Activists Anne Weills, Mollie Costello, Alyssa Eisenberg and Tova Fry

August 6, 2016

The struggle for dignity and respect is alive in women’s prisons.

On Monday, Anne Weills, Mollie Costello, Alyssa Eisenberg and Tova Fry won a $130,000 settlement from California’s Alameda County and the adoption of new, human rights-centered policies at the jail where they were held.

The four were arrested in 2014 during a protest in Oakland, Calif., in which demonstrators demanded that state Attorney General Kamala Harris prosecute police officers who kill civilians. They were charged with misdemeanor trespassing.

An article in the East Bay Times detailed what happened once they were jailed:

After their arrests, the women were taken into a hallway in Santa Rita Jail in Dublin and told to strip down to their bras, [their attorney Yolanda Huang] said.

Fry told Telesur that when the women refused to strip down, prison staff said, “You have no rights. You’re in jail.”

Weills, who is in her early 70s, refused to undress in front of the men and was taken into an isolation cell, Huang said. Weills’ husband, Dan Siegel, was running for Oakland mayor at the time the claim was filed in October 2014.

The women also were held in an overcrowded cell with other women where toilets were overflowing, and women were bleeding on themselves because there were no menstrual pads available, Huang said. Those that did have pads were leaving used ones on top of leftover food because there were no garbage cans inside the cells, she said.

“What’s done in there is subhuman, it’s filthy, full of sexual harassment and intimidation,” Costello said in 2014.

Sixteen or 17 other prisoners were in the cell where the four women were held, according to a statement the four made.

The changes won in the settlement include: installation of privacy curtains where female arrestees can be searched, provision of garbage bags in holding cells and menstrual pads to arrested women needing them, daily cleaning of the cells, and a 16-hour training program for jail deputies.

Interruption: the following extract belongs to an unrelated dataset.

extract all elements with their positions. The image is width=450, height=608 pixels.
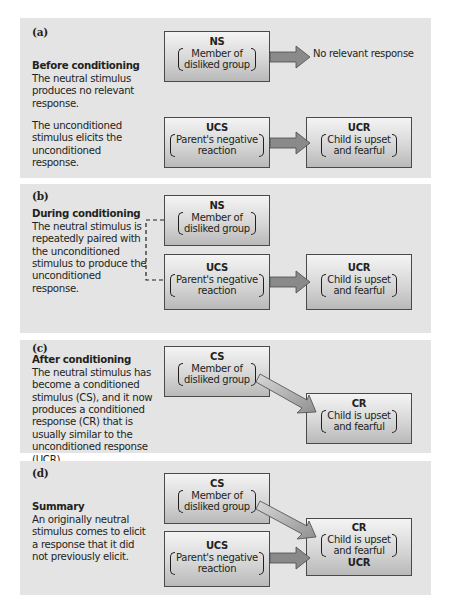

Also, those conducting searches “cannot grasp or knead the arrestee’s body.” The changes are expected to be fully instituted within two months.

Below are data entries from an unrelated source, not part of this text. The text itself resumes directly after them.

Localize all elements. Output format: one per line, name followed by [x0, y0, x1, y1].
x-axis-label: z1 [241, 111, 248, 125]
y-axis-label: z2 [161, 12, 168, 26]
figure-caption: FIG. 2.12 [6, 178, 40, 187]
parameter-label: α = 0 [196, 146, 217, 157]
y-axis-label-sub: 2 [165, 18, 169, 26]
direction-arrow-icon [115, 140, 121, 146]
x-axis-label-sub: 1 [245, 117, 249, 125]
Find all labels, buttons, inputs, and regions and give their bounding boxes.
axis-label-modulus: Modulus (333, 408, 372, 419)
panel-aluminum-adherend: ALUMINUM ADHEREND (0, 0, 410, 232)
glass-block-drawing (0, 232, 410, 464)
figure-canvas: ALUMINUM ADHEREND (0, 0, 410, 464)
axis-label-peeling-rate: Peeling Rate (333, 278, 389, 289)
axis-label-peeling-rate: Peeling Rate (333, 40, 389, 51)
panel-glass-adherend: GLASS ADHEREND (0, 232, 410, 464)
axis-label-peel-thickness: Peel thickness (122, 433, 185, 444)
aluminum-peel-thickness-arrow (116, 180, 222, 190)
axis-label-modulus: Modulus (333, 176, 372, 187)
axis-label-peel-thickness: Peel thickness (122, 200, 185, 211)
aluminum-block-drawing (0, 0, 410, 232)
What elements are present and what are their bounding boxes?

Fox-2 News reported that a portion of the settlement sum will be used to continue improving conditions at Santa Rita Jail, including making the policy changes known to those under hold there.

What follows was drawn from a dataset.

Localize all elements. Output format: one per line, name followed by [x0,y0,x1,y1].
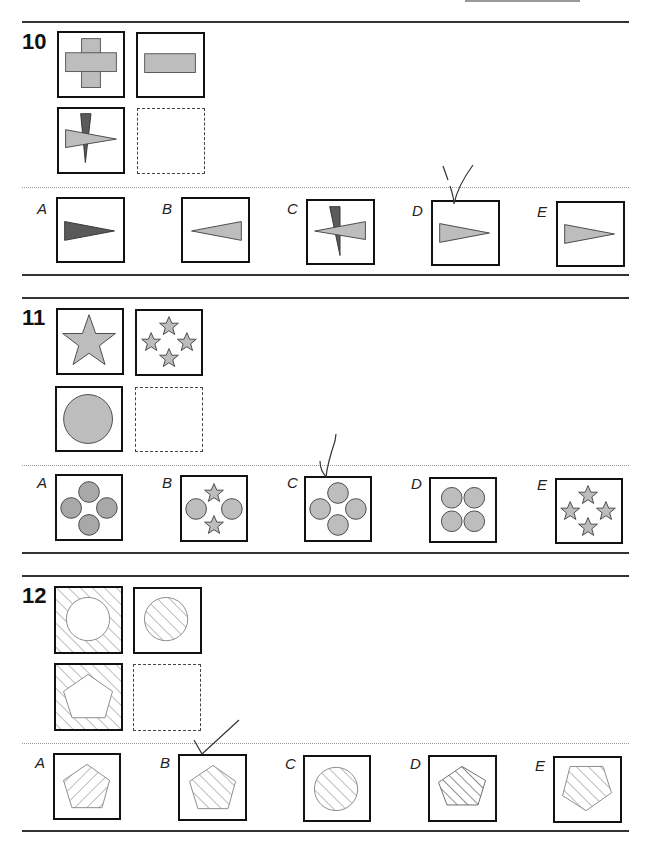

In their statement, the women said they “filed this civil rights complaint in order to be a voice for other women and demand they be treated with respect and human dignity.”

In the shadow of the sexual exploitation scandal which has rocked the Oakland Police Department and neighboring departments, including the Alameda County Sheriff’s Office, it is fitting that we are able to announce a small victory in achieving policy changes at Santa Rita Jail … reducing the sexual harassment of women arrestees and improving the conditions under which they are held.

The sex scandal the women mention, which came to light at the beginning of the summer, involved more than 20 officers from departments in Oakland, Richmond and Alameda County and one federal officer who had sex with an underage prostitute. The prostitute said she sometimes had sex with the officers as a form of protection from arrest or prosecution. According to the East Bay Express, she said that “every law-enforcement agent who had sex with her knew she was a sex worker.”

Reached by telephone, Weills, a lawyer, told Truthdig what has occurred since the news of the settlement broke:

“We’ve gotten emails from potential plaintiffs for treatment which is horrible and confirms our experience. One woman was arrested on a DUI, and they refused to get her water. Another said they were denied food for 24 hours.”

Alameda County’s jail isn’t like other jails, Weills said. “If you get busted in Marin, they put you in this nice room and then process you out very kindly. Alameda County is the worst. This jail, the fifth- or sixth-largest jail in the U.S., has gotten away, literally, with murder for the last few years.” Over the past few days, she said, the jail “changed contractors for medical services” because the previous provider was found responsible for “so many deaths in charge.”

“But I think what’s really sad is that this has gone on and on and on for years, and the young women who were being trafficked, or who were in the holding cells with us, said this is the way it always is. They were upset at first that I was raising hell about [the conditions] because they thought they’d be retaliated against. I think because of their class status and maybe their ethnic [or] racial status, they just feel powerless to fight, and being older, white females, we’re aware of our power. And being a lawyer helps.”

Weills added that lawyers should consider getting arrested so they know what the experience is like for the people they’re trying to help. “How else are you going to know? Maybe from this unpleasant thing came a good thing; we have knowledge that we can now use.

“Every little amenity does make a difference to somebody who is a captive, where they have little control over what is going on,” Weills added.

As for the settlement money, “We’re going to create these pamphlets that we’re going to distribute between women’s rights organizations. We’re going to have people go out to the jail and leaflet these little brochures, and we’re going to have a hotline that will come from the Center for Justice in Oakland. That way, we can see if the changes agreed to in our settlement are being implemented and help broaden the struggle for women. And, as you know, rights granted to women usually get extended to men.”

For using their arrest to win significant improvements in the conditions of some of those who fall into the clutches of our criminal justice system, Anne Weills, Mollie Costello, Alyssa Eisenberg and Tova Fry are our Truthdiggers of the Week.